Miriam was the eldest of the six: the one whose nose and moustache were most developed; a sprightly maiden of thirty or thirty-one. "So has Leah."

Leah was a year or so younger than her sister, and quite as keen.

Mr. Ely drew in his lips. He had once played cards with Miss Leah Rosenbaum, and detected her in the act of cheating. He admired the woman of business, but regretted his eighteenpence.

"I've no doubt she has."

"That's a fine girl, Leah! A smart girl, too." Mr. Ely had not the slightest doubt of her "smartness," not the least. "She'll be a fortune to any man. She's very fond of you."

Mr. Ely was certainly not fond of her, but he could scarcely say so to her father's face. So he kept still.

"Rachel, she miss you too."

Silence. Mr. Ely saw plainly that he was going to be missed by all the six. Since he could not escape from the train while it was travelling at the rate of forty miles an hour, the only course open was to sit still and say as little as he could. He knew his friend too well to suppose that anything he could say would induce him to turn the conversation into other channels. The fond father went blandly on.

"She say you gave her a little gift, eh? That so?"

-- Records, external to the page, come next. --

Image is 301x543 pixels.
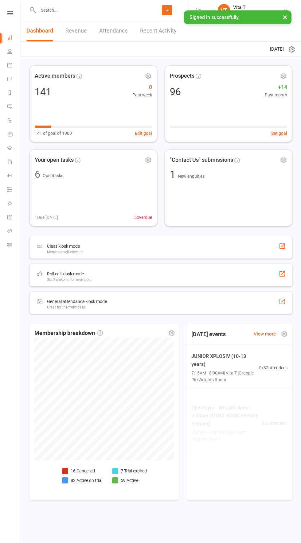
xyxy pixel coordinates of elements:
[265,83,287,92] span: +14
[233,10,269,16] div: Southpac Strength
[47,305,107,309] div: Great for the front desk
[36,6,146,14] input: Search...
[170,87,181,97] div: 96
[191,352,259,368] span: JUNIOR XPLOSIV (10-13 years)
[35,72,75,80] span: Active members
[218,4,230,16] div: VT
[189,14,239,20] span: Signed in successfully.
[47,250,83,254] div: Members self check-in
[254,330,276,338] a: View more
[7,211,21,225] a: General attendance kiosk mode
[65,20,87,41] a: Revenue
[135,130,152,137] button: Edit goal
[7,59,21,73] a: Calendar
[170,168,178,180] span: 1
[99,20,128,41] a: Attendance
[259,364,287,371] span: 0 / 32 attendees
[47,277,91,282] div: Staff check-in for members
[112,467,147,474] li: 7 Trial expired
[7,87,21,100] a: Reports
[7,73,21,87] a: Payments
[7,128,21,142] a: Product Sales
[191,369,259,383] span: 7:15AM - 8:00AM | Vita T | Grapple Pit/Weights Room
[7,45,21,59] a: People
[35,169,40,179] div: 6
[178,174,204,179] span: New enquiries
[35,214,58,221] span: 1 Due [DATE]
[170,156,233,165] span: "Contact Us" submissions
[47,298,107,305] div: General attendance kiosk mode
[47,270,91,277] div: Roll call kiosk mode
[34,329,103,338] span: Membership breakdown
[7,31,21,45] a: Dashboard
[35,130,72,137] span: 141 of goal of 1000
[191,404,261,428] span: Open Gym - Weights Area: 7:30am (MUST BOOK BEFORE 5:45am)
[62,477,102,484] li: 82 Active on trial
[271,130,287,137] button: Set goal
[132,83,152,92] span: 0
[279,10,290,24] button: ×
[43,173,63,178] span: Open tasks
[47,242,83,250] div: Class kiosk mode
[265,91,287,98] span: Past month
[7,197,21,211] a: What's New
[233,5,269,10] div: Vita T
[170,72,194,80] span: Prospects
[186,329,230,340] h3: [DATE] events
[134,214,152,221] span: 5 overdue
[26,20,53,41] a: Dashboard
[191,429,261,443] span: 7:30AM - 8:00AM | Open Gym | Weights Room
[132,91,152,98] span: Past week
[7,225,21,238] a: Roll call kiosk mode
[35,87,51,97] div: 141
[7,238,21,252] a: Class kiosk mode
[140,20,176,41] a: Recent Activity
[112,477,147,484] li: 59 Active
[270,45,284,53] span: [DATE]
[62,467,102,474] li: 16 Cancelled
[35,156,74,165] span: Your open tasks
[261,420,287,427] span: 0 / 6 attendees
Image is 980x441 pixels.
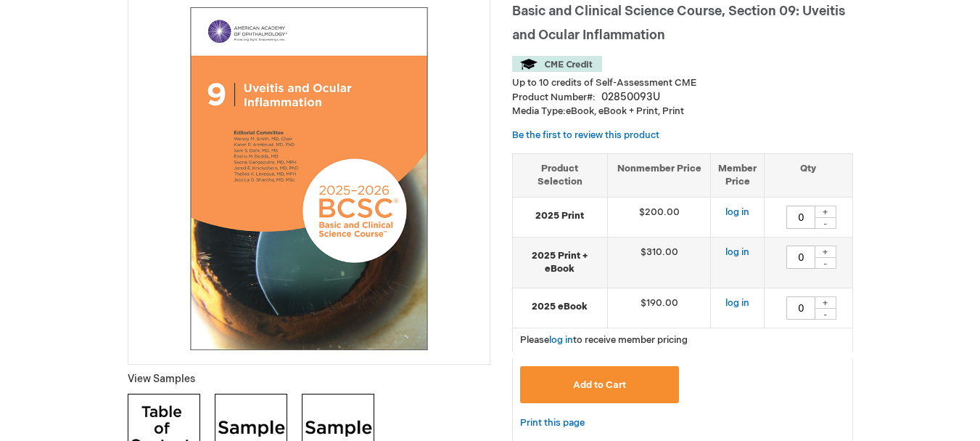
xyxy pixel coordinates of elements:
[815,206,837,218] div: +
[815,308,837,320] div: -
[520,334,688,346] span: Please to receive member pricing
[815,245,837,258] div: +
[725,297,749,309] a: log in
[725,206,749,218] a: log in
[520,249,600,276] strong: 2025 Print + eBook
[513,153,608,196] th: Product Selection
[711,153,765,196] th: Member Price
[815,296,837,309] div: +
[127,372,491,386] p: View Samples
[787,245,816,268] input: Qty
[725,246,749,258] a: log in
[549,334,573,346] a: log in
[520,300,600,314] strong: 2025 eBook
[608,153,711,196] th: Nonmember Price
[787,296,816,320] input: Qty
[520,209,600,223] strong: 2025 Print
[512,4,845,43] span: Basic and Clinical Science Course, Section 09: Uveitis and Ocular Inflammation
[815,218,837,229] div: -
[608,288,711,328] td: $190.00
[512,104,853,118] p: eBook, eBook + Print, Print
[608,237,711,288] td: $310.00
[520,366,680,403] button: Add to Cart
[602,90,660,104] div: 02850093U
[815,257,837,268] div: -
[512,56,602,72] img: CME Credit
[608,196,711,237] td: $200.00
[512,92,596,104] strong: Product Number
[787,206,816,229] input: Qty
[520,414,585,432] a: Print this page
[573,380,626,391] span: Add to Cart
[512,129,659,141] a: Be the first to review this product
[512,76,853,90] li: Up to 10 credits of Self-Assessment CME
[765,153,853,196] th: Qty
[512,105,566,117] strong: Media Type:
[136,5,483,352] img: Basic and Clinical Science Course, Section 09: Uveitis and Ocular Inflammation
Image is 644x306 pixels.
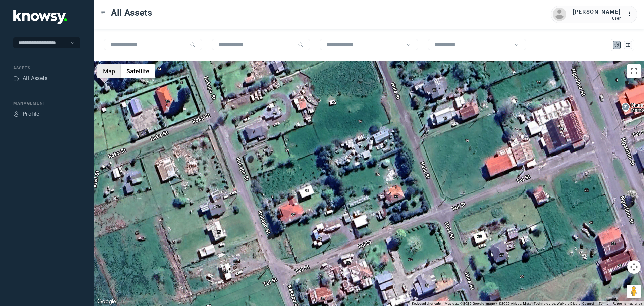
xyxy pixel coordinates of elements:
[190,42,195,48] div: Search
[298,42,303,48] div: Search
[101,10,106,15] div: Toggle Menu
[14,111,19,117] div: Profile
[628,11,634,16] tspan: ...
[613,301,642,306] a: Report a map error
[627,10,635,19] div: :
[96,297,118,306] img: Google
[96,297,118,306] a: Open this area in Google Maps (opens a new window)
[627,285,641,298] button: Drag Pegman onto the map to open Street View
[97,64,121,78] button: Show street map
[627,64,641,78] button: Toggle fullscreen view
[23,74,47,82] div: All Assets
[573,8,620,16] div: [PERSON_NAME]
[14,100,80,106] div: Management
[412,301,441,306] button: Keyboard shortcuts
[14,75,19,81] div: Assets
[445,301,595,306] span: Map data ©2025 Google Imagery ©2025 Airbus, Maxar Technologies, Waikato District Council
[599,301,609,306] a: Terms (opens in new tab)
[627,10,635,18] div: :
[553,8,566,21] img: avatar.png
[14,110,39,118] a: ProfileProfile
[14,74,47,82] a: AssetsAll Assets
[14,65,80,71] div: Assets
[111,7,152,19] span: All Assets
[627,260,641,274] button: Map camera controls
[23,110,39,118] div: Profile
[573,16,620,21] div: User
[121,64,155,78] button: Show satellite imagery
[625,42,631,48] div: List
[614,42,620,48] div: Map
[14,10,67,24] img: Application Logo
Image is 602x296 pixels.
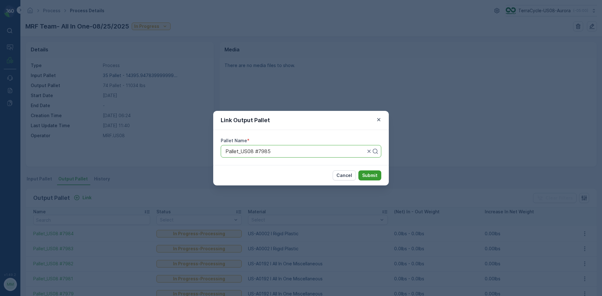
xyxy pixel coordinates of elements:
button: Cancel [333,171,356,181]
p: Link Output Pallet [221,116,270,125]
label: Pallet Name [221,138,247,143]
button: Submit [359,171,381,181]
p: Cancel [337,173,352,179]
p: Submit [362,173,378,179]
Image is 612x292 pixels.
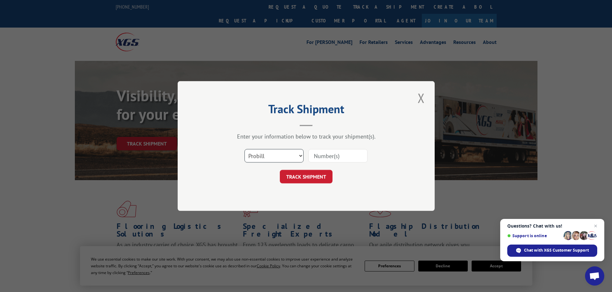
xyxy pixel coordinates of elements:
[507,245,597,257] span: Chat with XGS Customer Support
[585,267,604,286] a: Open chat
[507,234,561,239] span: Support is online
[507,224,597,229] span: Questions? Chat with us!
[210,105,402,117] h2: Track Shipment
[308,149,367,163] input: Number(s)
[280,170,332,184] button: TRACK SHIPMENT
[524,248,589,254] span: Chat with XGS Customer Support
[210,133,402,140] div: Enter your information below to track your shipment(s).
[415,89,426,107] button: Close modal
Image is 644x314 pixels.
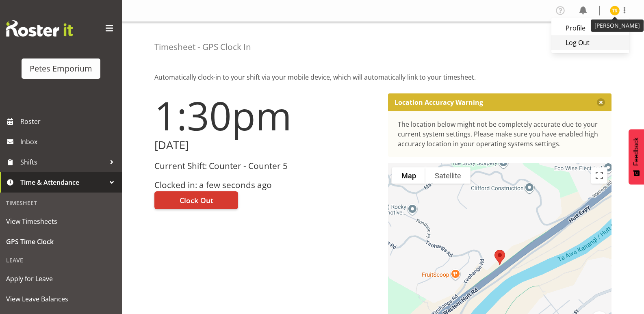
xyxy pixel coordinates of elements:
span: Shifts [20,156,106,168]
div: Petes Emporium [30,62,92,75]
a: View Leave Balances [2,289,120,309]
h4: Timesheet - GPS Clock In [154,42,251,52]
div: Timesheet [2,195,120,211]
div: The location below might not be completely accurate due to your current system settings. Please m... [398,119,602,149]
p: Location Accuracy Warning [395,98,483,107]
span: Inbox [20,136,118,148]
h3: Clocked in: a few seconds ago [154,180,378,190]
span: Time & Attendance [20,176,106,188]
button: Show street map [392,167,426,184]
span: Feedback [632,137,640,166]
img: tamara-straker11292.jpg [610,6,620,15]
h3: Current Shift: Counter - Counter 5 [154,161,378,171]
div: Leave [2,252,120,268]
button: Toggle fullscreen view [591,167,607,184]
h1: 1:30pm [154,93,378,137]
span: Apply for Leave [6,272,116,285]
span: Clock Out [180,195,213,206]
span: Roster [20,115,118,127]
button: Show satellite imagery [426,167,471,184]
button: Close message [597,98,605,107]
h2: [DATE] [154,139,378,152]
img: Rosterit website logo [6,20,73,37]
a: Log Out [551,35,629,50]
button: Feedback - Show survey [629,129,644,184]
a: View Timesheets [2,211,120,232]
a: Profile [551,21,629,35]
a: Apply for Leave [2,268,120,289]
p: Automatically clock-in to your shift via your mobile device, which will automatically link to you... [154,72,611,82]
span: View Timesheets [6,215,116,227]
span: GPS Time Clock [6,236,116,248]
a: GPS Time Clock [2,232,120,252]
span: View Leave Balances [6,293,116,305]
button: Clock Out [154,191,238,209]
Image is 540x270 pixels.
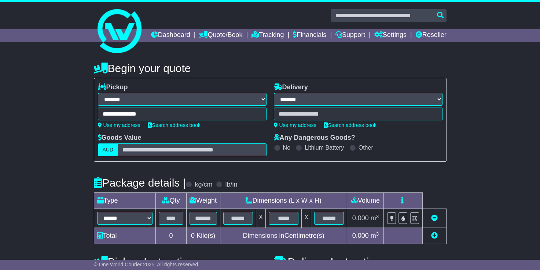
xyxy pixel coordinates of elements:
h4: Delivery Instructions [274,256,446,268]
span: 0.000 [352,215,369,222]
td: Volume [347,193,384,209]
a: Reseller [415,29,446,42]
label: Goods Value [98,134,141,142]
td: Dimensions in Centimetre(s) [220,228,347,244]
td: x [256,209,265,228]
a: Support [335,29,365,42]
span: 0 [191,232,195,240]
a: Quote/Book [199,29,242,42]
label: Lithium Battery [305,144,344,151]
td: 0 [156,228,186,244]
span: m [371,215,379,222]
span: m [371,232,379,240]
h4: Pickup Instructions [94,256,266,268]
sup: 3 [376,214,379,220]
td: Weight [186,193,220,209]
a: Remove this item [431,215,438,222]
td: Dimensions (L x W x H) [220,193,347,209]
a: Search address book [324,122,376,128]
label: No [283,144,290,151]
a: Add new item [431,232,438,240]
a: Settings [374,29,406,42]
h4: Package details | [94,177,186,189]
a: Use my address [274,122,316,128]
span: © One World Courier 2025. All rights reserved. [94,262,200,268]
td: Qty [156,193,186,209]
td: x [302,209,311,228]
span: 0.000 [352,232,369,240]
h4: Begin your quote [94,62,446,74]
a: Dashboard [151,29,190,42]
label: AUD [98,144,118,156]
sup: 3 [376,232,379,237]
label: Delivery [274,84,308,92]
a: Tracking [251,29,284,42]
a: Use my address [98,122,140,128]
td: Total [94,228,156,244]
a: Financials [293,29,326,42]
label: Other [358,144,373,151]
label: Any Dangerous Goods? [274,134,355,142]
td: Kilo(s) [186,228,220,244]
label: lb/in [225,181,237,189]
a: Search address book [148,122,200,128]
label: Pickup [98,84,128,92]
td: Type [94,193,156,209]
label: kg/cm [195,181,212,189]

"Never gave her anything in my life."

"No! She says you gave her a lock of your hair; it was little to you, it was much to her. Rachel, she treasures up these little things. She show it me one day; she says she keep it here."

Mr. Rosenbaum patted his waistcoat in the region where his heart might anatomically be supposed to be.

"I tell you what it is, Rosenbaum, your girls are like their father, smart."

"We're not fools," admitted Mr. Rosenbaum.

"One night, when I was asleep on the couch in that back room of yours in Cromwell Road--before you failed last time"--it is within the range of possibility that this allusion was meant to sting, but Mr.

Rosenbaum smoked blandly on--"that girl of yours cut off some of my hair, and drew blood in doing it, by George!"